Kendi, BU’s Andrew W. Mellon Professor in the Humanities, spoke of a country that doesn’t fear Black Americans like him, thus endangering their lives, that appreciates all its people’s human, ethnic, and cultural differences, and that has achieved “equity and justice and shared opportunity for all.”
“This,” he said, “is what could make this country great.”
Kendi, a College of Arts & Sciences professor of history and a scholar of racism who emerged in 2020 as the leading voice in the growing antiracism movement, is on a mission to build such a country.

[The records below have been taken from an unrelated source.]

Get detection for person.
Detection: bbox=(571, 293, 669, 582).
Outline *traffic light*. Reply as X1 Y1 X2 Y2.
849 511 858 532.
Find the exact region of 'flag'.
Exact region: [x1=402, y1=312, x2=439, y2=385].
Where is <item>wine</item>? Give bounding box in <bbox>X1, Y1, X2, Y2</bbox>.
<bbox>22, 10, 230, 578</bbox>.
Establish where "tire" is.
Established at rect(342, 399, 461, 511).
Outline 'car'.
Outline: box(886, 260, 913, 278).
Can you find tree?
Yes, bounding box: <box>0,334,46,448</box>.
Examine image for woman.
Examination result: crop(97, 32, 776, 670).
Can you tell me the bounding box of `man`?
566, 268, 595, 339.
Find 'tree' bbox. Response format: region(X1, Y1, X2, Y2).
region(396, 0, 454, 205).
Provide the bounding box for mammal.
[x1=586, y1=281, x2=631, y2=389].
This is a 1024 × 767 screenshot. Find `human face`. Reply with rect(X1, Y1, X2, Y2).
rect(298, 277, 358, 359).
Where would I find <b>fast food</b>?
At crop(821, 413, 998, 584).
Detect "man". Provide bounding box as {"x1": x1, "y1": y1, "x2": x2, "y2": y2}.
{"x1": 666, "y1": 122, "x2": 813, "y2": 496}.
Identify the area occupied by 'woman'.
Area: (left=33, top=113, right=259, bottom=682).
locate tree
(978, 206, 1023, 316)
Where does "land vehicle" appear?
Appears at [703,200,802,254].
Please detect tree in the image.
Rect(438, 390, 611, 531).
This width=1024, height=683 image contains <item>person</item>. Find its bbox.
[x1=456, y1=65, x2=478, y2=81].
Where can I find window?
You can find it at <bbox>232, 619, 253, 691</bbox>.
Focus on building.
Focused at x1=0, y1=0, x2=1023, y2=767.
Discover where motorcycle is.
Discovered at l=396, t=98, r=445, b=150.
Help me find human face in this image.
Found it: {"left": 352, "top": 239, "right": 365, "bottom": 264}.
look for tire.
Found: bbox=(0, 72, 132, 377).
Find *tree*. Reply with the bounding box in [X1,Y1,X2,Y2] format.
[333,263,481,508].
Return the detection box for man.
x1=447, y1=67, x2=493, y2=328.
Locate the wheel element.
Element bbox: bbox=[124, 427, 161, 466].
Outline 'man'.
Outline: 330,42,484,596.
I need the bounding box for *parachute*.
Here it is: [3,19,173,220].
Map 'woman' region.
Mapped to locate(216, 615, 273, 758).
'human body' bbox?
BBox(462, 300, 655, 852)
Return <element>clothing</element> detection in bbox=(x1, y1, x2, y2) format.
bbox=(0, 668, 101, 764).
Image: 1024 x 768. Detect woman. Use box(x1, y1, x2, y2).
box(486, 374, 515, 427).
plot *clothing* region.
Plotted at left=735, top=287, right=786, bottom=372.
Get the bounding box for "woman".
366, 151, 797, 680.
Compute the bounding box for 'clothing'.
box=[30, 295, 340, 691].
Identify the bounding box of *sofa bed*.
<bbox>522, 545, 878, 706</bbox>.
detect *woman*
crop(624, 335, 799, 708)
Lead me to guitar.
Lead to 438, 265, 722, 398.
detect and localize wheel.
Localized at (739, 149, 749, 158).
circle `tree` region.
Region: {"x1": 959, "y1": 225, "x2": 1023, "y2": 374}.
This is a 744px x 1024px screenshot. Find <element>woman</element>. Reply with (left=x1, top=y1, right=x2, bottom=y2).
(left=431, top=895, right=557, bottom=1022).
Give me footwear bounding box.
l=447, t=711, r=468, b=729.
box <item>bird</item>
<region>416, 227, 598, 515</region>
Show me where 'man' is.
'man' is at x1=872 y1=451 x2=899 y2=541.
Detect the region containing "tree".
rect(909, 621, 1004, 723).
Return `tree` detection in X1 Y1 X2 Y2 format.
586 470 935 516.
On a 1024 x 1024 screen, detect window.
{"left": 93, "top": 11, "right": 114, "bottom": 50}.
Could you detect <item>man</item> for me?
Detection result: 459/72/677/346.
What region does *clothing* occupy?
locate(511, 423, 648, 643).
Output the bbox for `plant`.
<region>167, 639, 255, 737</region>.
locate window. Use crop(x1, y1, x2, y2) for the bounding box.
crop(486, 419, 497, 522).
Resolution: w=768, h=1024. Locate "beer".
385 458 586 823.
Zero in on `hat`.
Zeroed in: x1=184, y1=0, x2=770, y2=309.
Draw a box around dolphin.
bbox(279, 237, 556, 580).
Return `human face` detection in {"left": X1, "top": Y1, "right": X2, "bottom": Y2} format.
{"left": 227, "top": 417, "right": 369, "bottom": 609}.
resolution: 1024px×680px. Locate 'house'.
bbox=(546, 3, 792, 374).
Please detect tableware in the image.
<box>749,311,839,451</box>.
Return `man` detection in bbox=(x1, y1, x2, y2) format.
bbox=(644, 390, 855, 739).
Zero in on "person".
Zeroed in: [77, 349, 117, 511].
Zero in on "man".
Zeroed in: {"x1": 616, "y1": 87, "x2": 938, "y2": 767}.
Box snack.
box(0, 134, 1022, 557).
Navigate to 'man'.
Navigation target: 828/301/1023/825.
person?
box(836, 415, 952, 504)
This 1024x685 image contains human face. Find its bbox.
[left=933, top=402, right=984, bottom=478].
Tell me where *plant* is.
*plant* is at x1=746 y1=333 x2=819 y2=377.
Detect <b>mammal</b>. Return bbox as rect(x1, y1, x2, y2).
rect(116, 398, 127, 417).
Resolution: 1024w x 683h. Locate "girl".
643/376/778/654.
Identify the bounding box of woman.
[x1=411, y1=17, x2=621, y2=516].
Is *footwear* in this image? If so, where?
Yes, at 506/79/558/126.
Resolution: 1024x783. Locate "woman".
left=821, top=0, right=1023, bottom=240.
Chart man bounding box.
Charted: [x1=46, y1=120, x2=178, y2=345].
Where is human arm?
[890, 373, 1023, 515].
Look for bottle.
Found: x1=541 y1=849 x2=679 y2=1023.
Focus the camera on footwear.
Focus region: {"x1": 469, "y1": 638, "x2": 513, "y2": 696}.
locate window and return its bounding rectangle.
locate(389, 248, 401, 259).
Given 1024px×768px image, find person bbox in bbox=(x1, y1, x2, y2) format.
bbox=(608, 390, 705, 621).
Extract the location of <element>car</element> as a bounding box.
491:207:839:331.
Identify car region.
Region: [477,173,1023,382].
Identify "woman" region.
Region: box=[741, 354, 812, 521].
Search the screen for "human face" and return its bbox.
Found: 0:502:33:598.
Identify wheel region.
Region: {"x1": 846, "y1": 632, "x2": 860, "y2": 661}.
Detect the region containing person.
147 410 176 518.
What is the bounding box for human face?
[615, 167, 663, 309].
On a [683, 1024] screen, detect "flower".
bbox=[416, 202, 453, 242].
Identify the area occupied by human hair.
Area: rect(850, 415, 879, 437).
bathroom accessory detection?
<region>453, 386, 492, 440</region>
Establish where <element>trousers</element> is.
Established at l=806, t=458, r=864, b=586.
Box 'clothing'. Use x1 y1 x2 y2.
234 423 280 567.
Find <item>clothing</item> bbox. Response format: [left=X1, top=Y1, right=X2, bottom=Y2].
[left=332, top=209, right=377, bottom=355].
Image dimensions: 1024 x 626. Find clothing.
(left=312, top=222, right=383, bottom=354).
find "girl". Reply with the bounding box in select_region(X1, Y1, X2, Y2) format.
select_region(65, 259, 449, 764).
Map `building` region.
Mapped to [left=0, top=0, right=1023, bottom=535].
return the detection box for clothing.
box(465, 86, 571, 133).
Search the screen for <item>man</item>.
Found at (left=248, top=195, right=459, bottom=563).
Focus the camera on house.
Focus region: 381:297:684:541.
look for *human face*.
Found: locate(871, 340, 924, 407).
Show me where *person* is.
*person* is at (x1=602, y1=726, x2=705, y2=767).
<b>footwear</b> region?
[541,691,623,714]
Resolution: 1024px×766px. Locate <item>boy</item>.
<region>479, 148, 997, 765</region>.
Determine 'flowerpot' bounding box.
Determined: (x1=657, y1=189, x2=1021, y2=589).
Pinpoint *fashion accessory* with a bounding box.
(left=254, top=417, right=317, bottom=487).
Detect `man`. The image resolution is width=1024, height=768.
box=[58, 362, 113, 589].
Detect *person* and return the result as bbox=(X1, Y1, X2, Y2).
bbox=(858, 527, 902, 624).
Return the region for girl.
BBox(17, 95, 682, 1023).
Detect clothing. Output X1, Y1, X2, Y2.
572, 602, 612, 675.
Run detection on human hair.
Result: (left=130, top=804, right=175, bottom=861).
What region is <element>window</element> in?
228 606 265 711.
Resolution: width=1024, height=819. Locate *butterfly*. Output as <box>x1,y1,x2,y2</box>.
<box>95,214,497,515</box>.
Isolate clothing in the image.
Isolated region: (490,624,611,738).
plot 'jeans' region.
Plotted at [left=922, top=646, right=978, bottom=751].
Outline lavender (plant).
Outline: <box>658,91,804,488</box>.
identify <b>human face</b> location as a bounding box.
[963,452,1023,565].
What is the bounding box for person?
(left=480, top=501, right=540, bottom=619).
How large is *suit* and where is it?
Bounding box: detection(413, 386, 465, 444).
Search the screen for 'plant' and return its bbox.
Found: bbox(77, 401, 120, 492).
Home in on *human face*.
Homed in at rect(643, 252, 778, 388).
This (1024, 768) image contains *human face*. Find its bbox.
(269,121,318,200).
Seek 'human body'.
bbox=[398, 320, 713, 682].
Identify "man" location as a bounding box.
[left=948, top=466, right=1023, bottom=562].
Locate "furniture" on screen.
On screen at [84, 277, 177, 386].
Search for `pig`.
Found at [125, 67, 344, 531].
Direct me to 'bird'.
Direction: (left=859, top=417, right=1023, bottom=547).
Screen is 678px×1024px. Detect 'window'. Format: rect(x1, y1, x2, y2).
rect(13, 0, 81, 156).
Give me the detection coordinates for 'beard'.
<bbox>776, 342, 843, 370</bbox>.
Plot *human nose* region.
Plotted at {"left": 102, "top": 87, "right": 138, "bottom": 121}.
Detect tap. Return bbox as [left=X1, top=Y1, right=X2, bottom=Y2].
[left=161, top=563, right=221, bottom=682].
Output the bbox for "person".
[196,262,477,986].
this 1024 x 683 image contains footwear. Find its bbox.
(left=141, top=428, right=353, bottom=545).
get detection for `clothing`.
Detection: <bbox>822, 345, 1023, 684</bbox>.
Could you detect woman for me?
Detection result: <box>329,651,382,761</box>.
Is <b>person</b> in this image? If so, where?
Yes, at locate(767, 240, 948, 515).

And as the founding director of Boston University’s Center for Antiracist Research—his appointment was nearly a year in the making—he has a plan for doing it.
That plan, already underway, reflects Kendi’s core belief: that bad policies, not people, create racial disparities, and policies can be changed.
A question Kendi is often asked: What gives you hope?
He points to the demonstrators, of all races, genders, and ages, who filled the streets of America during this past summer, from Portland, Ore., to Louisville, Ky., to New York City, demanding racial justice.
“Resistance always fuels me,” Kendi says. “Resistance gives me hope.”
Kendi knows about the power of hope. In 2018, at age 35, he was diagnosed with stage 4 colon cancer. (He credits the physician he calls “the real Dr. Kendi”—his wife, Sadiqa—with saving his life by insisting he get a colonoscopy.) He got through chemotherapy, debilitating pain, nausea, surgery, and fear by focusing on finishing his third book, How to Be an Antiracist, and believing he would survive and commit his life to creating an antiracist future.
The surgeons pronounced him cancer-free. His books, including the National Book Award–winning Stamped from the Beginning: The Definitive History of Racist Ideas in America, top the best-seller lists. He speaks at universities across the country and appears on countless talk shows.
“This is the calling of my life,” Kendi says, “and it is certainly the calling of 2020.”
Word of his move from American University to BU in June sent ripples of excitement across campus and beyond. Students are clamoring to take his classes. Donations to the center are pouring in. Kendi was drawn by BU’s community of scholars—and his new colleagues are eager to work with him.
“Just heard Dr. Kendi is joining @BU_Tweets and opening an anti racist center!” Raul Fernandez (COM’00, Wheelock’16), Wheelock College of Education & Human Development associate dean for equity, diversity, and inclusion, tweeted. “This is a game changer for Boston and BU. Welcome to the faculty, brother.”
To talk with Kendi, to read his writings, to hear him speak, is to feel that same electricity. He makes you feel hopeful at a time when so many feel helpless. While as a historian he has “seen racism in all its ugliness in our time and across centuries,” he writes, “I have not lost faith in the beauty of human potential.” He makes you want to believe along with him that change is possible, that against all odds, his vision for an antiracist America is within reach.